Luddite Spring: Episode 6
...“If I worked my slaves as hard as you drive your freemen, I would not be able to lift up my head among my fellows, nor my voice to heaven!''...
Ronnie Bray continues his novel about the rebellion of down-trodden mill workers.
The Murder Hole
Outcote Mill emerged from the morning vapours as dawn’s weak light and feeble warmth crept across its stone roof, slid down the east wall burning off the morning haze. The sunshine rendered the huge building deceivingly cheerful to those visiting it for the first time. Its appearance brought no cheer to the villagers of Holmeside. In this place handloom weavers had lived and worked for at least two centuries in their cold stone cottages. Their homes had quarried stone floors and flagged rooves. They huddled squat against each other and seemed part of the ancient landscape, mute witnesses of slow times in which life had hardly changed for village, home, or inhabitants.
That had been the natural and accepted order of life until Staithes built his four-storied mill hard by them to power his factory from the ancient watercourse. Outcote Mill dwarfed the cottages and their people to Lilliputian nothingness. In its shadow, forlorn cottagers with hands fallen idle abandoned domestic spinning and weaving frames, sat back, wondered, sighed, concluded they were defeated, and went to work inside the mill. As flies caught on spiders’ webs they did not grasp until it was too late that they were shut in until death released them. The Mill stole their freedoms and confined them as securely as prison doors imprisoned the condemned.
Local folk and those from further afield were forced by changing times, economic hardship, and insinuations of factory wealth to run from their agricultural villages forsaking traditional homecrafts as new markets opened to cheaper and better stuff produced on the new machines. Moreover, it came to pass that working in textile mills became their only means of earning. It was a choice between the mill and starvation.
Textile mills imposed a new reality for those that worked inside them. What had been a free people were now become the slaves of industry. Mill owners thought of themselves as gentlemen, but their actions belied any gentleness they claimed. Edmund Jeffries, an American slave-holding plantation owner, visited Outcote Mill to see how cotton picked from his fields by African slaves was spun and woven. After witnessing the process from start to finish, he commented.
“Do your workers labour under these conditions every day? Isn’t today’s demand on them unusual?”
“No. This is their normal day-to-day work.”
“But, they are burdened with too great a load at machines that run too fast for them to keep up with.”
“They either keep up or get out. I tolerate no slackers in my mill!”
“If I worked my slaves as hard as you drive your freemen, I would not be able to lift up my head among my fellows, nor my voice to heaven! Your workers are free in name but they are slaves of measureless drudgery. The only difference is that yours are hired slaves, wage slaves, instead of slaves bought at the auction block. My slaves have some level of dignity and limited hours of labour. Your slaves have only degradation and their whole obligation is to you and your demands, whatever you decide they will be. You do nothing for their minds, souls, the protection of their bodies, or the chastity of the young girls and women that you allow to be ravished and tormented without penalty.”
“My workers know what they are getting in to when they come to work in my mill. I pay their wages and their wages provide a roof over their heads, food in their bellies, and clothes on their back. They have no other needs. If anything, I am too generous to them. I get no thanks from them, just scowls and bad feelings.”
“I am ashamed for you. My field hands had no choice in coming to work for me. I bought them, but I guarantee they feel better disposed to me than your slaves do to you.”
“If you have no further business, Mr Jeffries.” Staithes held out his hand to the cotton producer. Jeffries took the hand but shook it without enthusiasm.
“I trust you not to mention your opinion to my workers. They have enough wildness in them after the manner of the French, without you saying things that will encourage them to consider themselves badly used.”
“Nevertheless, they are badly used. You have only to look in their faces and at their bent limbs to see that. They look as if they had just stepped out of the boneyard.”
“They look a sight better than their kind in other factories. That’s because I treat them fairly. I’ll have your carriage brought to the front door. I bid you farewell, Mr Jeffries.”
Staithes watched as Jeffries’ carriage left the mill yard and turned towards Huddersfield. Snapping his hand against his thigh he went back inside.
“Slaves, indeed! They’d be rotting corpses if I didn’t provide wages to feed them! I won’t tolerate a foreigner coming here and telling me what’s what. I know what’s what, and what has been is what will always be for as long as I am the master of Outcote Mill!”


#### What to work on
In the entries that follow, find the word "cell" and report each line it is on.

[[ Records supplied open ]]

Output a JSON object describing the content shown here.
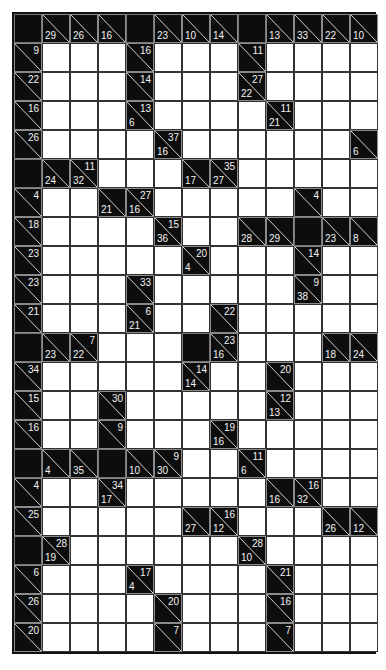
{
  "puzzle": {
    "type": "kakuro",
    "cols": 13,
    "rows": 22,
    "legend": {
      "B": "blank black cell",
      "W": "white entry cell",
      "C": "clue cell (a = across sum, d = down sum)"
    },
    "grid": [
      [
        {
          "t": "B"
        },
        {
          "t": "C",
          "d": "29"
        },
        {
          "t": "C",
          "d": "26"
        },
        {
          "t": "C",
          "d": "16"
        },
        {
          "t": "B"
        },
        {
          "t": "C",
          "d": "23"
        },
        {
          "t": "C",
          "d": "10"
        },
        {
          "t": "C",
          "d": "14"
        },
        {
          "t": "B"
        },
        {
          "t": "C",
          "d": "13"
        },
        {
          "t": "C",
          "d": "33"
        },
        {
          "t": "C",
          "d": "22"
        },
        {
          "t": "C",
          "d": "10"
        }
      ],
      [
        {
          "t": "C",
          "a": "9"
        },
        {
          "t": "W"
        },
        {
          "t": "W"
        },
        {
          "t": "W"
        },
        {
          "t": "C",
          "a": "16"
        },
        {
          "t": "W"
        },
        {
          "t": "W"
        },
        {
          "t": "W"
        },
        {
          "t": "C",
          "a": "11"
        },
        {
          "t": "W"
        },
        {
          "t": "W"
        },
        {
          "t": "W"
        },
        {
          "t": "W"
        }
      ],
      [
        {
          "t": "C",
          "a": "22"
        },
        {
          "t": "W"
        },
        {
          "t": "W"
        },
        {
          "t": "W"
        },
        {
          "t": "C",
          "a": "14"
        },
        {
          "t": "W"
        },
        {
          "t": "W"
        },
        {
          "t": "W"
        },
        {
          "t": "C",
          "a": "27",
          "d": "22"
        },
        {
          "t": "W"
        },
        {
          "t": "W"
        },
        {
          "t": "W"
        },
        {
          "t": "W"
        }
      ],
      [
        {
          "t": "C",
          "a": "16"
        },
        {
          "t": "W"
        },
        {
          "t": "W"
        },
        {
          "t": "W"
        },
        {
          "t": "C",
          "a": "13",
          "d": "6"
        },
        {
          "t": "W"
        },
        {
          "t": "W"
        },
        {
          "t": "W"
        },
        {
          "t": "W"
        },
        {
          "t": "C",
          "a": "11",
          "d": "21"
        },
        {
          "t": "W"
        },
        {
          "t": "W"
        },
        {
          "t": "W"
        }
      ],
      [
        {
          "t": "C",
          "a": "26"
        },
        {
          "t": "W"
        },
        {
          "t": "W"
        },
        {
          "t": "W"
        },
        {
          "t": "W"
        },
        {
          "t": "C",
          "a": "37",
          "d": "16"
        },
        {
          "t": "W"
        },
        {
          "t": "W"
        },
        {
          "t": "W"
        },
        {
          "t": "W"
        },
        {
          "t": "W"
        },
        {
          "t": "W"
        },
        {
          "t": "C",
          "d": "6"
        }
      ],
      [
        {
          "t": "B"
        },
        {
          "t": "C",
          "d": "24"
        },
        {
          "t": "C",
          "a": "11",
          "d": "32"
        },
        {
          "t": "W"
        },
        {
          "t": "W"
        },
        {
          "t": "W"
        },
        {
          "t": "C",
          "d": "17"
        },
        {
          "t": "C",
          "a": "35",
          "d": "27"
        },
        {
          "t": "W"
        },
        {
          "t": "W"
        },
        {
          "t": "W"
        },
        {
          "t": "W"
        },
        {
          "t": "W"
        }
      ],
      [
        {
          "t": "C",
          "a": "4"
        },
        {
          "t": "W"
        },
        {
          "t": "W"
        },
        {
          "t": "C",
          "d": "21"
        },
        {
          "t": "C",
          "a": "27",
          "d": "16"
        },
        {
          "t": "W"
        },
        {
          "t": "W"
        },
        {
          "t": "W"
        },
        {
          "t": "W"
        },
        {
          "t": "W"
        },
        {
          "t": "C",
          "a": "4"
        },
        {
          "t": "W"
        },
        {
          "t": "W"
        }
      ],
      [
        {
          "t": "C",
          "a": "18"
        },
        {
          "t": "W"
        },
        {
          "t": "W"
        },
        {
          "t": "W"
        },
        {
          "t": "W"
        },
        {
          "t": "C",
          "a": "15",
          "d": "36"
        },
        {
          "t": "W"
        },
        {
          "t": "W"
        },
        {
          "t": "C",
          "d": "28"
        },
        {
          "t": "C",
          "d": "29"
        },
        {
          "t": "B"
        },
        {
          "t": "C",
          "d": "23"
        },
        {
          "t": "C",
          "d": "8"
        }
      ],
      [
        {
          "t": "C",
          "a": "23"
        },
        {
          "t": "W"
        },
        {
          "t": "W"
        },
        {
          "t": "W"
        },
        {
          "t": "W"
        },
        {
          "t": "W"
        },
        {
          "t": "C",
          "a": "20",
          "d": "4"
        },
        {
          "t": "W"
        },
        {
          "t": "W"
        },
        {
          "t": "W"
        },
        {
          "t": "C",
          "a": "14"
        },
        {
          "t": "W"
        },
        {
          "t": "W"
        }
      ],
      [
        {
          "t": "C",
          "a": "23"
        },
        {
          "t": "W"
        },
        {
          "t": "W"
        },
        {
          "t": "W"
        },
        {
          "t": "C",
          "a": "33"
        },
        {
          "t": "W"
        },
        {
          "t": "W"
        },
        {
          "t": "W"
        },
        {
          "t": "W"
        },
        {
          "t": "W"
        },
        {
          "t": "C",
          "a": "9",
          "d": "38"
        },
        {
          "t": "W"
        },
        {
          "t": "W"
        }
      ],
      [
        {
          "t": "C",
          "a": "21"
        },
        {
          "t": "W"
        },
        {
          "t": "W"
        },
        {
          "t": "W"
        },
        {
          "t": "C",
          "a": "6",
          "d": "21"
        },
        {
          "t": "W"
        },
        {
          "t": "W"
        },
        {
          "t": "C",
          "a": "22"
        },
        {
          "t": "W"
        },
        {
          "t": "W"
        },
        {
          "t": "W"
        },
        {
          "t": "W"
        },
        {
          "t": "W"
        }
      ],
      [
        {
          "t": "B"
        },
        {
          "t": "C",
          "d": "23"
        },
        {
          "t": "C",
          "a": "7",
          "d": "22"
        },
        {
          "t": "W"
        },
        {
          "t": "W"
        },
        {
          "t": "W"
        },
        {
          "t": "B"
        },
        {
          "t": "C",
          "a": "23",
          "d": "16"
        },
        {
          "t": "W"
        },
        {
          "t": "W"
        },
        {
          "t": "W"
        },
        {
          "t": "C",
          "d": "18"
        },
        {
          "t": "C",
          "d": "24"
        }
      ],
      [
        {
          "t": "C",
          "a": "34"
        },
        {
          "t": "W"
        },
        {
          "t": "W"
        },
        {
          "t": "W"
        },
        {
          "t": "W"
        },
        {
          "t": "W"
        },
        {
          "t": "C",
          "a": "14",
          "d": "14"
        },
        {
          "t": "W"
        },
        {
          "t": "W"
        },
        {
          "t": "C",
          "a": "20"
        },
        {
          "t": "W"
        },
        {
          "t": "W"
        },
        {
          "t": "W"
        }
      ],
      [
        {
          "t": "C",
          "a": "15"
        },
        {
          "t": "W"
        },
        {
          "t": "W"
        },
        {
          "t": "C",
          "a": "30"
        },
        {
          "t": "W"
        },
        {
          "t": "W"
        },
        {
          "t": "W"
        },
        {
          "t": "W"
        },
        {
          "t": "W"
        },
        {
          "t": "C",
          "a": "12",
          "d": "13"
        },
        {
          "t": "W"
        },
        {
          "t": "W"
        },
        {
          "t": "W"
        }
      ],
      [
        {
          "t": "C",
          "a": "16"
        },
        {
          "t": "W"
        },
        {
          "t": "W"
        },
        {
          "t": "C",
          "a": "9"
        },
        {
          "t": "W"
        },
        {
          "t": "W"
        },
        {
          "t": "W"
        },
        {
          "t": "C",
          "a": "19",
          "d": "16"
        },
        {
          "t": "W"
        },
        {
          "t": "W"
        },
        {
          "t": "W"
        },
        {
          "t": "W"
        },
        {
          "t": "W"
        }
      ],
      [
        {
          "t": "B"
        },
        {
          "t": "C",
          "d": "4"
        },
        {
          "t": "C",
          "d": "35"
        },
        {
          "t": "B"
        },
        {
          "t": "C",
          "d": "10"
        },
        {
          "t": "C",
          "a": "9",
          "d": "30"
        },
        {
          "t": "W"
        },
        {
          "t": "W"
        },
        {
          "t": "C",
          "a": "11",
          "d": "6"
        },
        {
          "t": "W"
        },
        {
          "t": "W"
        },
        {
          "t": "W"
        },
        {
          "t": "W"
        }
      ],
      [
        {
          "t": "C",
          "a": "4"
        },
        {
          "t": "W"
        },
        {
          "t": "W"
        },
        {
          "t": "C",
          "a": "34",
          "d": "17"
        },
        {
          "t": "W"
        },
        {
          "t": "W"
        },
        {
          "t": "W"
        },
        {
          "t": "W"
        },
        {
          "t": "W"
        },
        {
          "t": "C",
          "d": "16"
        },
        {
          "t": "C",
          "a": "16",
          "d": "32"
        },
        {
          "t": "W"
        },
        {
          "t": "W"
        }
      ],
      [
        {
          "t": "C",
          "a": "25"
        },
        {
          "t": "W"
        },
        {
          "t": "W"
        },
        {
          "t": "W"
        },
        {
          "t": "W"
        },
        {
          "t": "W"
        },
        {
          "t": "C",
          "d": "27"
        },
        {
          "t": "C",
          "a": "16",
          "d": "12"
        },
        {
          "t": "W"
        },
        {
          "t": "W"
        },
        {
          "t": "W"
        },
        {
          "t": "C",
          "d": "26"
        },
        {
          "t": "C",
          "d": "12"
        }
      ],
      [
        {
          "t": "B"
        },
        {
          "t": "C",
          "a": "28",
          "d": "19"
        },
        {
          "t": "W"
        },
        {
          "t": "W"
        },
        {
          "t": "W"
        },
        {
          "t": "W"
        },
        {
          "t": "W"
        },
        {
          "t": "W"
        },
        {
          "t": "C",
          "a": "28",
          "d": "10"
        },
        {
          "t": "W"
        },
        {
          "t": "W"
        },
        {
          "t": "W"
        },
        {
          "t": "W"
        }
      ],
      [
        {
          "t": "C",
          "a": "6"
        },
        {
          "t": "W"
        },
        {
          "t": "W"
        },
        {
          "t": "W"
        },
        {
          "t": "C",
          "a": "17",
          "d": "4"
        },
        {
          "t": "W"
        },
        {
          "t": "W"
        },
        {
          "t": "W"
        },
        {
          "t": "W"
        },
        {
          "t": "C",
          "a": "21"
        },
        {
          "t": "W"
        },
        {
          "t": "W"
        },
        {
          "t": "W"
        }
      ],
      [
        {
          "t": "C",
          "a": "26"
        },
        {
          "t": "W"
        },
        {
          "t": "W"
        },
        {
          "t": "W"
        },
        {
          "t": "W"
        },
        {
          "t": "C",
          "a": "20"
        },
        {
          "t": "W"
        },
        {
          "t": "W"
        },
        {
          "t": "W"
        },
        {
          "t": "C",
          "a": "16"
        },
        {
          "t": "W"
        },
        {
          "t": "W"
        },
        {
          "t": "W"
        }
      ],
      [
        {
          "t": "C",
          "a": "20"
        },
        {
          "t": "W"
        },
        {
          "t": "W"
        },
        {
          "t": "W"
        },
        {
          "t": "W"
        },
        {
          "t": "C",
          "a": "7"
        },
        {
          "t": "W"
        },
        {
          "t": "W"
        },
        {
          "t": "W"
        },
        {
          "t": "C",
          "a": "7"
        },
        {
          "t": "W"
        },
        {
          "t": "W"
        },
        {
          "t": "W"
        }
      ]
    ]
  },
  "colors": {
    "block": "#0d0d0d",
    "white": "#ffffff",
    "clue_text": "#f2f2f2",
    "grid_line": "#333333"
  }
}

[[ Records supplied closed ]]

#### Output for this task
      "B": "blank black cell",
      "W": "white entry cell",
      "C": "clue cell (a = across sum, d = down sum)"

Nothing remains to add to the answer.